Banks Launder Drug Money; Prosecutors Shrug
June 29, 2010
Months ago, a criminal defense attorney was criminally prosecuted for laundering money because he accepted legal fees from an accused drug dealer. He was acquitted of all charges, but he lost years of his life and $500,000 in legal fees. What would have happened to this lawyer if he had been a big bank?
In a punchline that is getting so old that it's banal, the answer is, of course: "Nothing." (Hat tip.) The United States Department of Justice has given Wall Street a license to do business with drug dealers. Banks may, without any meaningful consequences, launder drug money.
Here is one example:
Just before sunset on April 10, 2006, a DC-9 jet landed at the international airport in the port city of Ciudad del Carmen, 500 miles east of Mexico City. The smugglers had bought the DC-9 with laundered funds they transferred through two of the biggest banks in the U.S.: Wachovia Corp. and Bank of America Corp.
Hundreds of people have been murdered in Arizona drug lord wars. Americans are dying because Mexican drug lords are able to move their money to arms dealers. Wells Fargo is thus responsible for the death of thousands of innocent people.
What consequences follow blatant criminal conduct?
No big U.S. bank -- Wells Fargo included -- has ever been indicted for violating the Bank Secrecy Act or any other federal law. Instead, the Justice Department settles criminal charges by using deferred-prosecution agreements, in which a bank pays a fine and promises not to break the law again.
Wall Street is above the law in every way. At this point, the social contract has been breached. Wall Street may steal from Americans and conspire with drug dealers. How many Arizonans have lost their lives recently from guns that Wells Fargo helped the drug cartels purchase?
Whether it is ethical to take self-help and other corrective measures on banks is no longer the stuff of undergraduate conversations over too much coffee. The law does not apply to Wall Street, and this means that the laws need not be obeyed when dealing with Wall Street. Of course breaking a law has legal consequences, but of course were are merely talking philosophy. As a matter of first principles, Wall Street banks and bankers are not entitled to the protection of the social contract.

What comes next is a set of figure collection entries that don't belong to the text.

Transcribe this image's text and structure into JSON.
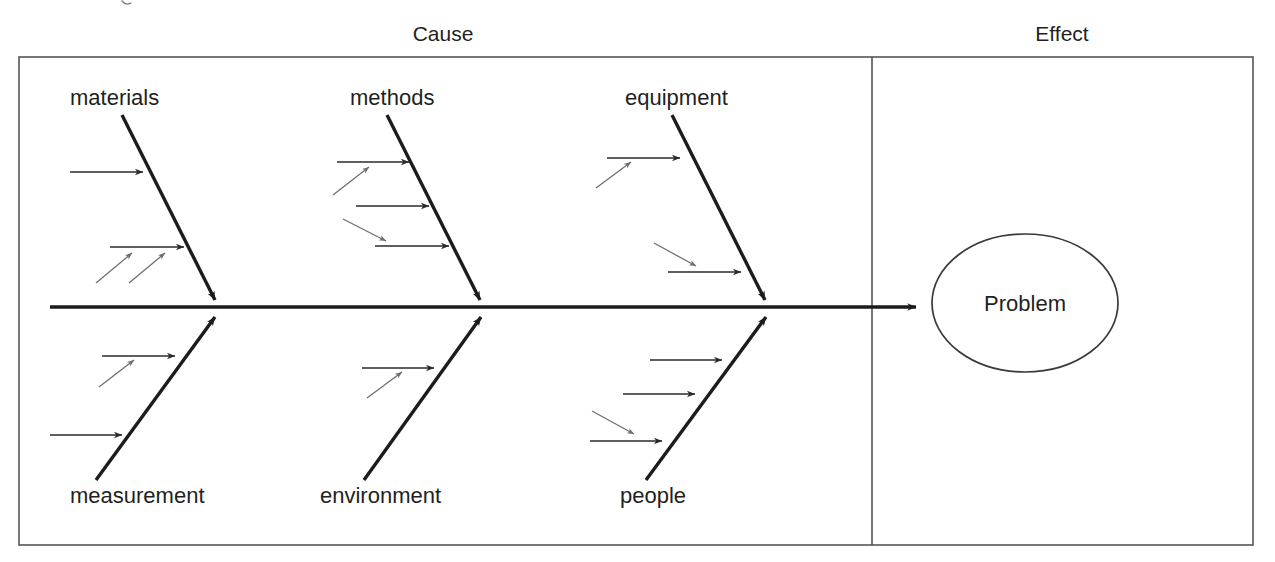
{
  "diagram": {
    "type": "fishbone-ishikawa-cause-and-effect",
    "headers": {
      "cause": "Cause",
      "effect": "Effect"
    },
    "effect_node": {
      "label": "Problem",
      "shape": "ellipse"
    },
    "categories_top": [
      {
        "id": "materials",
        "label": "materials",
        "position": "upper-left",
        "cause_arrow_count": 2,
        "sub_arrow_count": 2
      },
      {
        "id": "methods",
        "label": "methods",
        "position": "upper-middle",
        "cause_arrow_count": 3,
        "sub_arrow_count": 2
      },
      {
        "id": "equipment",
        "label": "equipment",
        "position": "upper-right",
        "cause_arrow_count": 2,
        "sub_arrow_count": 2
      }
    ],
    "categories_bottom": [
      {
        "id": "measurement",
        "label": "measurement",
        "position": "lower-left",
        "cause_arrow_count": 2,
        "sub_arrow_count": 1
      },
      {
        "id": "environment",
        "label": "environment",
        "position": "lower-middle",
        "cause_arrow_count": 1,
        "sub_arrow_count": 1
      },
      {
        "id": "people",
        "label": "people",
        "position": "lower-right",
        "cause_arrow_count": 3,
        "sub_arrow_count": 1
      }
    ],
    "colors": {
      "stroke_primary": "#1c1c1c",
      "stroke_secondary": "#2a2a2a",
      "stroke_faint": "#6d6d70",
      "frame": "#555558",
      "text": "#231f20",
      "background": "#ffffff"
    }
  }
}
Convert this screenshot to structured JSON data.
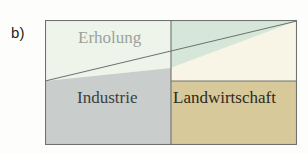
{
  "figure": {
    "panel_letter": "b)",
    "background_color": "#fdfdfc",
    "box": {
      "border_color": "#8a8f8c",
      "x": 45,
      "y": 20,
      "width": 252,
      "height": 125
    }
  },
  "regions": [
    {
      "key": "erholung",
      "label": "Erholung",
      "fill_color": "#eef4ea",
      "label_color": "#9aa29b",
      "position": "upper-left"
    },
    {
      "key": "industrie",
      "label": "Industrie",
      "fill_color": "#c9cdcb",
      "label_color": "#3b3f3d",
      "position": "lower-left"
    },
    {
      "key": "erholung_right",
      "label": "",
      "fill_color": "#d6e7d9",
      "label_color": "",
      "position": "upper-right-triangle"
    },
    {
      "key": "cream_band",
      "label": "",
      "fill_color": "#f8f5e6",
      "label_color": "",
      "position": "right-middle-band"
    },
    {
      "key": "landwirtschaft",
      "label": "Landwirtschaft",
      "fill_color": "#d8c99a",
      "label_color": "#2e2a20",
      "position": "lower-right"
    }
  ],
  "dividers": {
    "vertical_x": 126,
    "right_horizontal_y": 61,
    "diagonal": {
      "left_y": 61,
      "mid_y": 48,
      "right_y": 1
    },
    "line_color": "#6e726f"
  }
}
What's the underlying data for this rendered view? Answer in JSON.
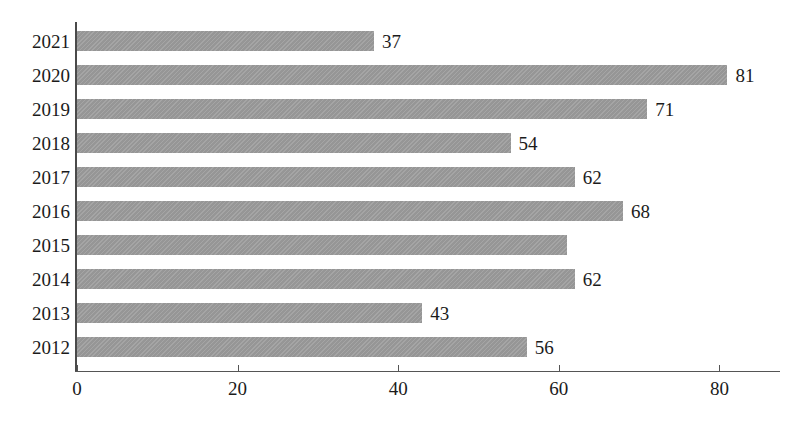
{
  "chart_data": {
    "type": "bar",
    "orientation": "horizontal",
    "title": "",
    "subtitle": "",
    "xlabel": "",
    "ylabel": "",
    "categories": [
      "2021",
      "2020",
      "2019",
      "2018",
      "2017",
      "2016",
      "2015",
      "2014",
      "2013",
      "2012"
    ],
    "values": [
      37,
      81,
      71,
      54,
      62,
      68,
      61,
      62,
      43,
      56
    ],
    "data_labels": [
      "37",
      "81",
      "71",
      "54",
      "62",
      "68",
      "",
      "62",
      "43",
      "56"
    ],
    "xlim": [
      0,
      88
    ],
    "xticks": [
      0,
      20,
      40,
      60,
      80
    ],
    "xtick_labels": [
      "0",
      "20",
      "40",
      "60",
      "80"
    ],
    "grid": false,
    "legend": false,
    "legend_position": "none",
    "series": [
      {
        "name": "",
        "values": [
          37,
          81,
          71,
          54,
          62,
          68,
          61,
          62,
          43,
          56
        ],
        "color": "#9b9b9b"
      }
    ]
  },
  "colors": {
    "bar_fill": "#9b9b9b",
    "axis": "#555555",
    "text": "#1b1b1b",
    "background": "#ffffff"
  }
}
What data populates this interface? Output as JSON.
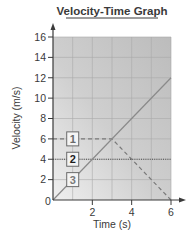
{
  "chart_data": {
    "type": "line",
    "title": "Velocity-Time Graph",
    "xlabel": "Time (s)",
    "ylabel": "Velocity (m/s)",
    "xlim": [
      0,
      6
    ],
    "ylim": [
      0,
      16
    ],
    "x_ticks": [
      2,
      4,
      6
    ],
    "y_ticks": [
      2,
      4,
      6,
      8,
      10,
      12,
      14,
      16
    ],
    "origin_label": "0",
    "grid": true,
    "legend_position": "inline boxed numeric labels near y-axis",
    "series": [
      {
        "name": "1",
        "style": "dashed",
        "color": "#7a7a7a",
        "x": [
          0,
          3,
          6
        ],
        "y": [
          6,
          6,
          0
        ]
      },
      {
        "name": "2",
        "style": "dotted",
        "color": "#4a4a4a",
        "x": [
          0,
          6
        ],
        "y": [
          4,
          4
        ]
      },
      {
        "name": "3",
        "style": "solid",
        "color": "#8a8a8a",
        "x": [
          0,
          6
        ],
        "y": [
          0,
          12
        ]
      }
    ],
    "annotations": [
      {
        "text": "1",
        "x": 0.85,
        "y": 6,
        "boxed": true
      },
      {
        "text": "2",
        "x": 0.85,
        "y": 4,
        "boxed": true
      },
      {
        "text": "3",
        "x": 0.85,
        "y": 2,
        "boxed": true
      }
    ]
  },
  "colors": {
    "plot_bg_dark": "#bdbdbd",
    "plot_bg_light": "#ececec",
    "grid": "#a9a9a9",
    "axis": "#3a3a3a",
    "text": "#3a3a3a"
  }
}
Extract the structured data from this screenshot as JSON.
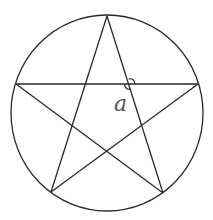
{
  "figure": {
    "stroke_color": "#2a2a2a",
    "label_color": "#555555",
    "circle": {
      "cx": 107,
      "cy": 113,
      "rx": 96,
      "ry": 98
    },
    "vertices": {
      "top": [
        107,
        16
      ],
      "left": [
        16,
        84
      ],
      "right": [
        198,
        84
      ],
      "bottom_left": [
        51,
        192
      ],
      "bottom_right": [
        163,
        193
      ]
    },
    "segments": [
      [
        "top",
        "bottom_left"
      ],
      [
        "top",
        "bottom_right"
      ],
      [
        "left",
        "right"
      ],
      [
        "left",
        "bottom_right"
      ],
      [
        "right",
        "bottom_left"
      ]
    ],
    "angle_marker": {
      "at": [
        130,
        84
      ],
      "radius": 5
    },
    "angle_label": "a"
  }
}
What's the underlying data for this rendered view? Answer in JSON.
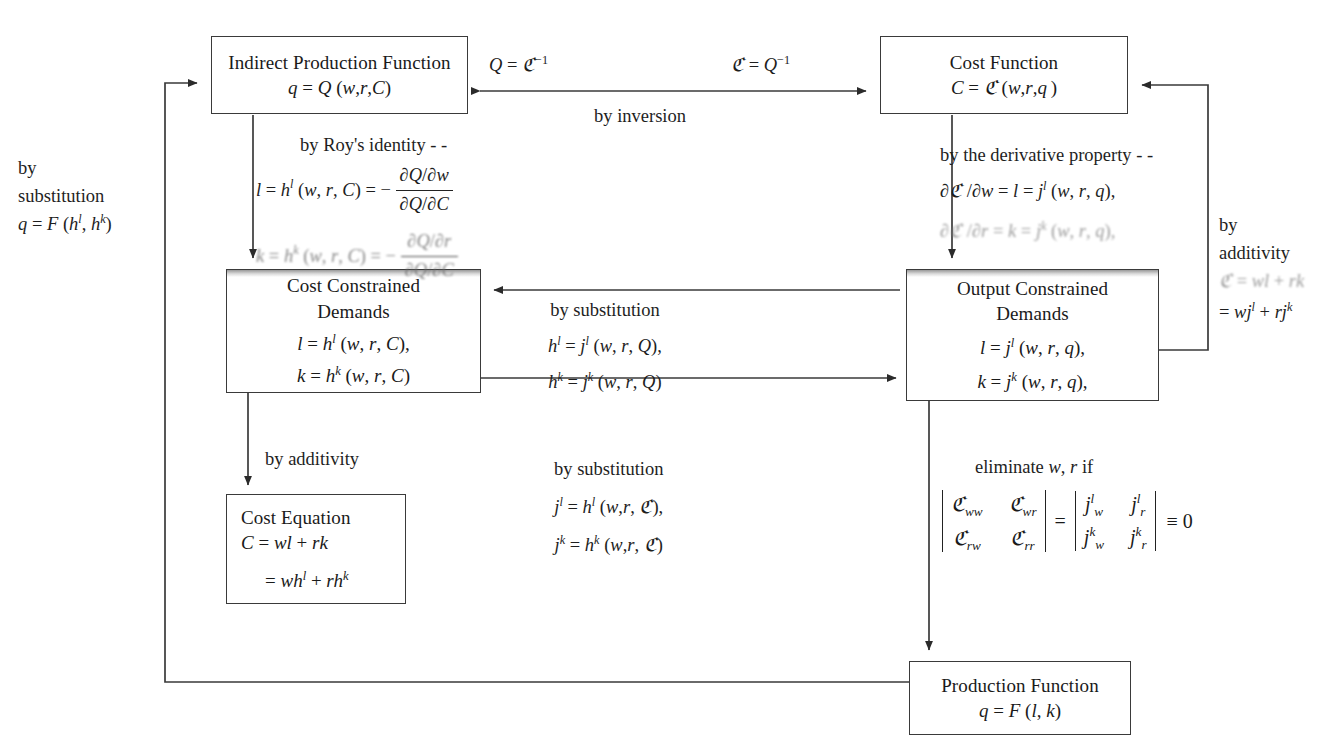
{
  "diagram": {
    "type": "flow-diagram",
    "background": "#ffffff",
    "line_color": "#3a3a3a"
  },
  "boxes": {
    "indirect_production_function": {
      "title": "Indirect Production Function",
      "equation": "q = Q (w,r,C)",
      "x": 211,
      "y": 36,
      "w": 257,
      "h": 78
    },
    "cost_function": {
      "title": "Cost Function",
      "equation": "C = ℭ (w,r,q)",
      "x": 880,
      "y": 36,
      "w": 248,
      "h": 78
    },
    "cost_constrained_demands": {
      "title_line1": "Cost Constrained",
      "title_line2": "Demands",
      "equation1": "l = h^l (w, r, C),",
      "equation2": "k = h^k (w, r, C)",
      "x": 226,
      "y": 269,
      "w": 255,
      "h": 124
    },
    "output_constrained_demands": {
      "title_line1": "Output Constrained",
      "title_line2": "Demands",
      "equation1": "l = j^l (w, r, q),",
      "equation2": "k = j^k (w, r, q),",
      "x": 906,
      "y": 269,
      "w": 253,
      "h": 132
    },
    "cost_equation": {
      "title": "Cost Equation",
      "equation1": "C = wl + rk",
      "equation2": "= wh^l + rh^k",
      "x": 226,
      "y": 494,
      "w": 180,
      "h": 110
    },
    "production_function": {
      "title": "Production Function",
      "equation": "q = F (l, k)",
      "x": 909,
      "y": 661,
      "w": 222,
      "h": 74
    }
  },
  "labels": {
    "inversion_left": "Q = ℭ⁻¹",
    "inversion_right": "ℭ = Q⁻¹",
    "inversion_caption": "by inversion",
    "roys_identity": "by Roy's identity - -",
    "roys_eq1_lhs": "l = h^l (w, r, C) = −",
    "roys_eq1_num": "∂Q/∂w",
    "roys_eq1_den": "∂Q/∂C",
    "roys_eq2_lhs": "k = h^k (w, r, C) = −",
    "roys_eq2_num": "∂Q/∂r",
    "roys_eq2_den": "∂Q/∂C",
    "derivative_property": "by the derivative property - -",
    "derivative_eq1": "∂ℭ /∂w = l = j^l (w, r, q),",
    "derivative_eq2": "∂ℭ /∂r = k = j^k (w, r, q),",
    "left_substitution_line1": "by",
    "left_substitution_line2": "substitution",
    "left_substitution_line3": "q = F (h^l, h^k)",
    "right_additivity_line1": "by",
    "right_additivity_line2": "additivity",
    "right_additivity_line3": "ℭ = wl + rk",
    "right_additivity_line4": "= wj^l + rj^k",
    "mid_substitution_title": "by substitution",
    "mid_substitution_eq1": "h^l = j^l (w, r, Q),",
    "mid_substitution_eq2": "h^k = j^k (w, r, Q)",
    "by_additivity": "by additivity",
    "lower_substitution_title": "by substitution",
    "lower_substitution_eq1": "j^l = h^l (w,r, ℭ),",
    "lower_substitution_eq2": "j^k = h^k (w,r, ℭ)",
    "eliminate_title": "eliminate w, r if",
    "determinant_left": [
      "ℭ_ww",
      "ℭ_wr",
      "ℭ_rw",
      "ℭ_rr"
    ],
    "determinant_right": [
      "j^l_w",
      "j^l_r",
      "j^k_w",
      "j^k_r"
    ],
    "determinant_equals": "=",
    "determinant_result": "≡ 0"
  }
}
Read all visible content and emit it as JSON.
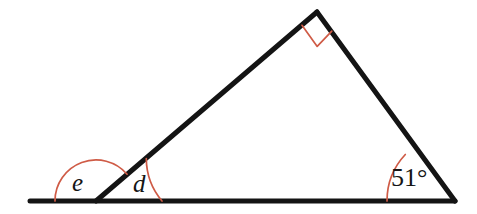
{
  "figure": {
    "type": "geometry-diagram",
    "background_color": "#ffffff",
    "line_color": "#141414",
    "mark_color": "#cf5b46",
    "canvas": {
      "width": 477,
      "height": 214
    },
    "points": {
      "baseline_left_end": {
        "x": 30,
        "y": 201
      },
      "left_vertex": {
        "x": 96,
        "y": 201
      },
      "apex": {
        "x": 317,
        "y": 12
      },
      "right_vertex": {
        "x": 455,
        "y": 201
      }
    },
    "segments": [
      {
        "name": "baseline",
        "from": "baseline_left_end",
        "to": "right_vertex"
      },
      {
        "name": "left-side",
        "from": "left_vertex",
        "to": "apex"
      },
      {
        "name": "right-side",
        "from": "apex",
        "to": "right_vertex"
      }
    ],
    "angles": [
      {
        "id": "e",
        "label": "e",
        "kind": "variable",
        "vertex": "left_vertex",
        "position": "exterior-left",
        "arc_radius": 41,
        "label_x": 80,
        "label_y": 183
      },
      {
        "id": "d",
        "label": "d",
        "kind": "variable",
        "vertex": "left_vertex",
        "position": "interior-base-left",
        "arc_radius": 66,
        "label_x": 141,
        "label_y": 184
      },
      {
        "id": "right-angle",
        "label": "",
        "kind": "right-angle-square",
        "vertex": "apex",
        "position": "interior-apex",
        "marker_size": 22
      },
      {
        "id": "angle-51",
        "label": "51°",
        "kind": "measured",
        "value": 51,
        "unit": "degrees",
        "vertex": "right_vertex",
        "position": "interior-base-right",
        "arc_radius": 68,
        "label_x": 415,
        "label_y": 179
      }
    ]
  }
}
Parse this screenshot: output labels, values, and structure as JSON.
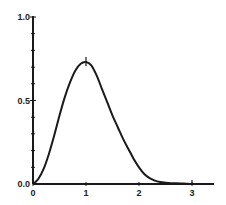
{
  "chart_data": {
    "type": "line",
    "title": "",
    "xlabel": "",
    "ylabel": "",
    "xlim": [
      0,
      3.4
    ],
    "ylim": [
      0,
      1.0
    ],
    "grid": false,
    "legend": null,
    "x_ticks": [
      "0",
      "1",
      "2",
      "3"
    ],
    "y_ticks": [
      "0.0",
      "0.5",
      "1.0"
    ],
    "series": [
      {
        "name": "curve",
        "x": [
          0,
          0.1,
          0.2,
          0.3,
          0.4,
          0.5,
          0.6,
          0.7,
          0.8,
          0.9,
          1.0,
          1.1,
          1.2,
          1.3,
          1.4,
          1.5,
          1.6,
          1.7,
          1.8,
          1.9,
          2.0,
          2.1,
          2.2,
          2.3,
          2.4,
          2.5,
          2.6,
          2.7,
          2.8,
          2.9,
          3.0
        ],
        "values": [
          0.0,
          0.03,
          0.09,
          0.18,
          0.29,
          0.41,
          0.52,
          0.61,
          0.68,
          0.72,
          0.73,
          0.71,
          0.65,
          0.57,
          0.49,
          0.41,
          0.34,
          0.27,
          0.21,
          0.15,
          0.1,
          0.06,
          0.035,
          0.02,
          0.012,
          0.008,
          0.005,
          0.004,
          0.003,
          0.002,
          0.0
        ]
      }
    ],
    "annotations": [
      {
        "type": "tick-mark",
        "x": 1.0,
        "y": 0.73,
        "text": "peak"
      }
    ]
  }
}
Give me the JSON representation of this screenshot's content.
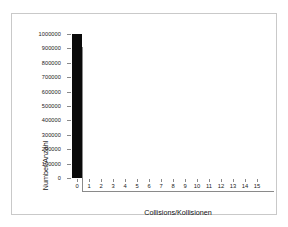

No rules of ethics applies to any banks. It is now impossible, as a matter of logic, to "cheat" or "steal" from a bank. You simply cannot steal from a thief. Self-help means taking back what is yours. You cannot "attack "a bank, since defending one's self from those who would arm drug dealers is self-defense.
The social contract is the basis of the American government. A contract implies rights and obligations. When one refuses to abide his obligations, he has breached the contract and therefore is entitled to no rights under the contract.
Bankers are stealing from you and arming drug dealers. They deserve whatever happens to them. If this means people like Joe Stacks act out against banks, then no one can morally condemn him. Yes, he can be prosecuted legally. A jury, however, should exercise its constitutional and historical prerogative by voting not guilty in any prosecution involving "misconduct" against a bank.
Indeed, the only interesting philosophical question is - ala the grand philosophical tradition of Saint Thomas Aquinas, Henry David Thoreau, and Marting Luther King, Jr. - what "civil disobedience" means in a post-bailout world.
Wall Street has decided that the law does not apply to it. Wall Street should therefore get what it has asked for. May its future be solitary, poor, nasty, brutish, and short.